With the number of women on boards at woefully low levels in many parts of the world, it is unsurprising that initiatives designed to increase representation are being introduced. Trouble is, these initiatives move at a glacial pace and the big loser isn’t women - it is business itself.
The significant finding in the recently published Ketchum Leadership Communication Monitor (alongside the poor performance of leaders in general) was ‘a new leadership model, driven by the new breed of ‘Leadership eVangelist’, centered on a more ‘feminine’ leadership archetype and based on a set of clear guiding principles’.
In short, the study found that effective communication is critical but leaders aren’t performing against expectations. However, when present, female leaders outperform male leaders when it comes to the most important ‘leader attributes’ of leading by example, communicating in an open and transparent way, admitting mistakes, bringing out the best in others and in their calm handling of controversial issues or crises.
Up Periscope or Down Meerkat - will public relations dare to win?
I can honestly say I haven't been this excited about a new network or app since Twitter launched. With the advent of live streaming video apps, Periscope and Meerkat, a whole world of possibilities opens up for public relations and communication professionals - if they dare. And, the chances are, these apps will be the tipping point that shifts us even further away from text to total visual communication.
In case you haven't caught them yet, Meerkat and Periscope have been slugging it out in the live streaming space for the last week. Meerkat, launched to much tech joy earlier this year, allows you to broadcast live to your community - and the world at large - as well as schedule and tweet the fact that your doing it. So far there have been AMAs (Ask Me Anythings), people's breakfast, dinner and tea, think pieces, observations, kids, cats, dogs and camps. I've developed a liking for a few seconds of sunrise and have shared the sun coming up over Rangitoto with people around the world still struggling through the night before. Meerkat was the tech darling until (key change) Periscope, bought by Twitter, was launched five days ago. It does the same thing, except your footage is saved for replay. As a Twitter product it's fast gaining traction, so much so that the tech world is predicting the death of Meerkat, even though it is still in its infancy. Personally, the Mark Twain quote (or misquote) 'reports of my death have been greatly exaggerated' could be applied here as there's life in Meerkat yet.
So, that's the scenario - what's the potential? For public relations and communication management, simply enormous. Live stream your story to your community as it happens. Let them see inside your place warts and all. Manage your crisis comms as it unfolds. It is the ultimate tool for organisational transparency and, if you don't build it in to your communications, someone else will.

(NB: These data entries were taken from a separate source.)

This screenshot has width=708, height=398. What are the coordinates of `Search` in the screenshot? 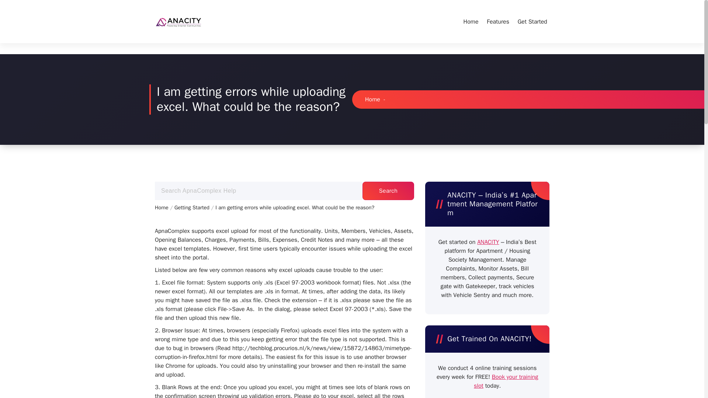 It's located at (388, 191).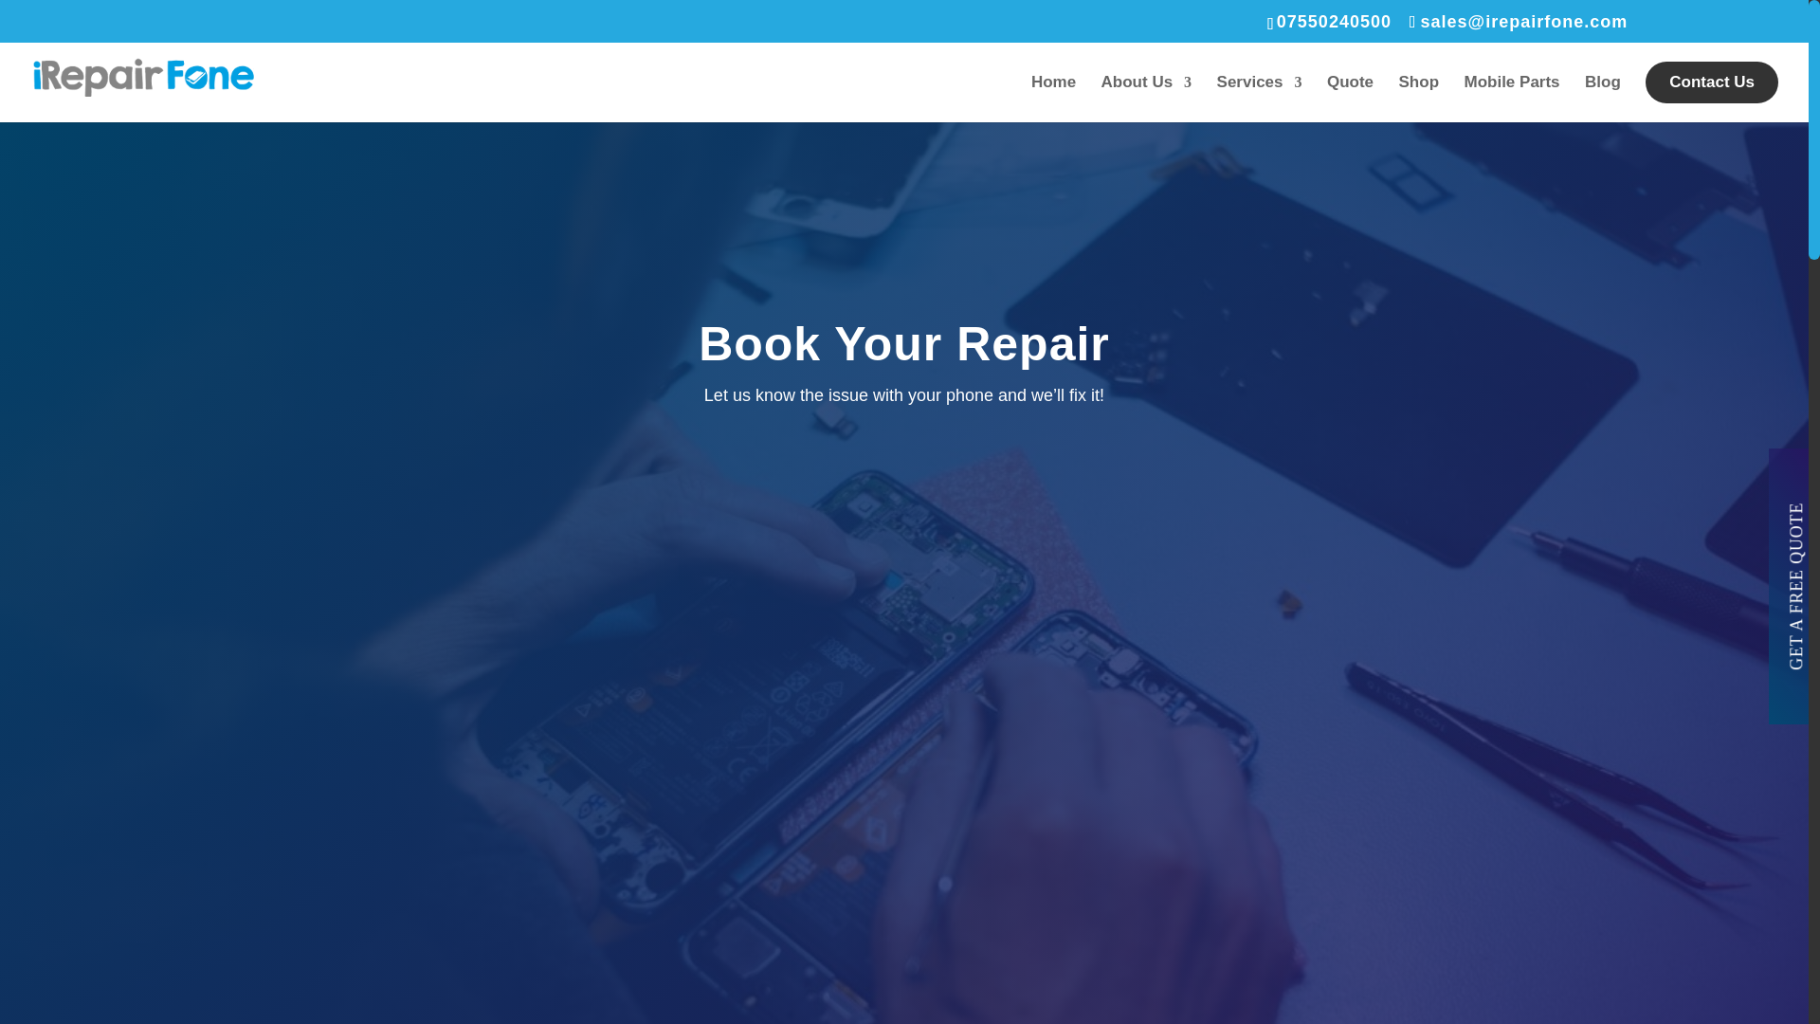 This screenshot has width=1820, height=1024. What do you see at coordinates (1350, 99) in the screenshot?
I see `Quote` at bounding box center [1350, 99].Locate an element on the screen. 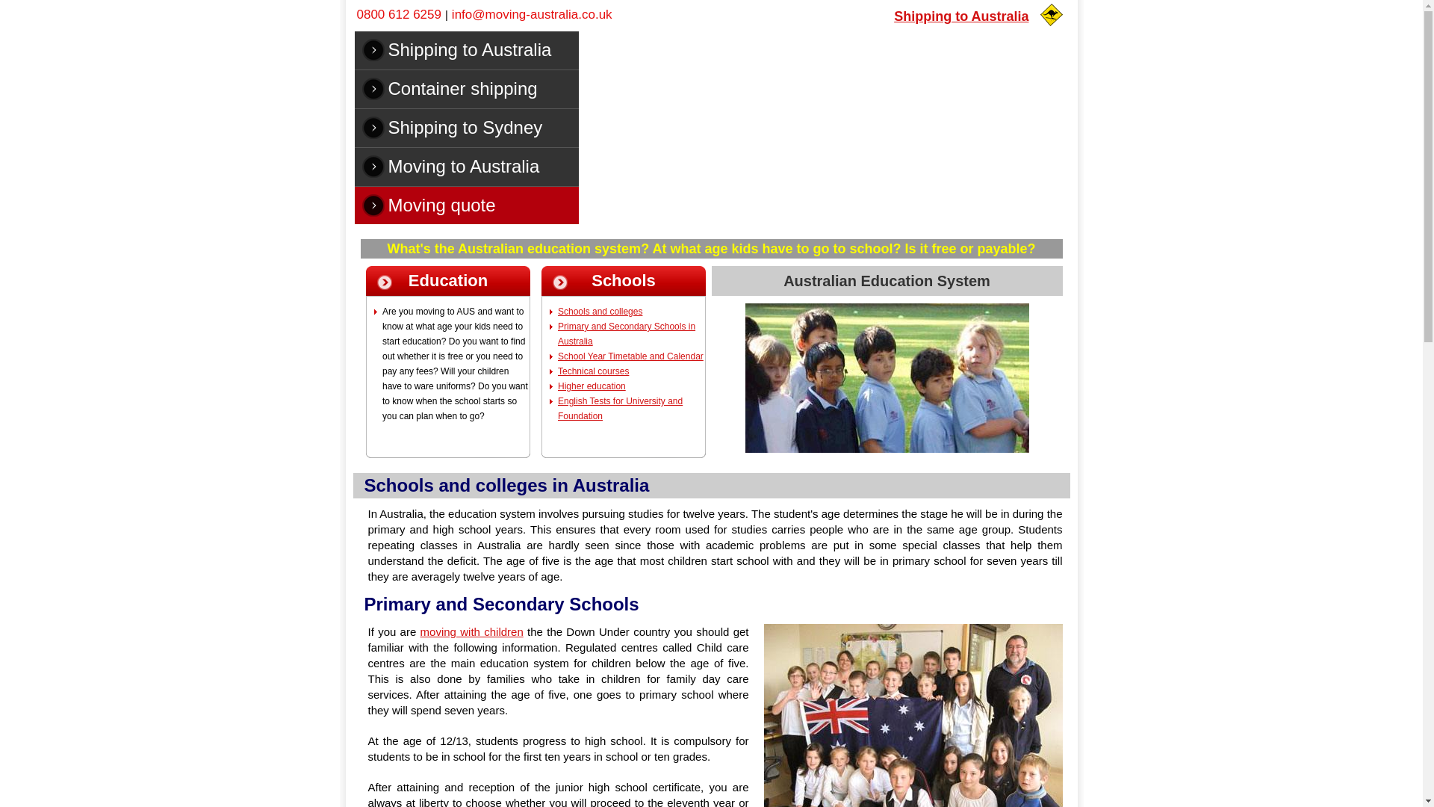 This screenshot has height=807, width=1434. Shipping quote is located at coordinates (532, 14).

Whether they stream their conversation with your receptionist, broadcast during a factory tour, or filming their hospital dinner, this new 'live tv' will become our reality and our norm before you know it.
At a PR training course I delivered in 2006, I introduced newly launched Twitter as an essential communication channel - and lifeline - for PR. News, crisis, issues, customer care - you name it, Twitter had the potential to deal with it all and for the first time you could use a network from anywhere. Sadly, those attending found it hard to believe and were reluctant to experiment. The video apps launched this year have the same potential for good - and for bad. Periscope is already proving to be the harsher, more unkind environment. Meerkat has the better quality streaming but then you can only save your stuff to camera roll. There are ups and downs with both. Whatever happens to them as businesses, as a channel, network or communications tool, together they've changed the game. Let's hope PR isn't so slow to get on board this time. Go on, I dare you - get out there and experiment.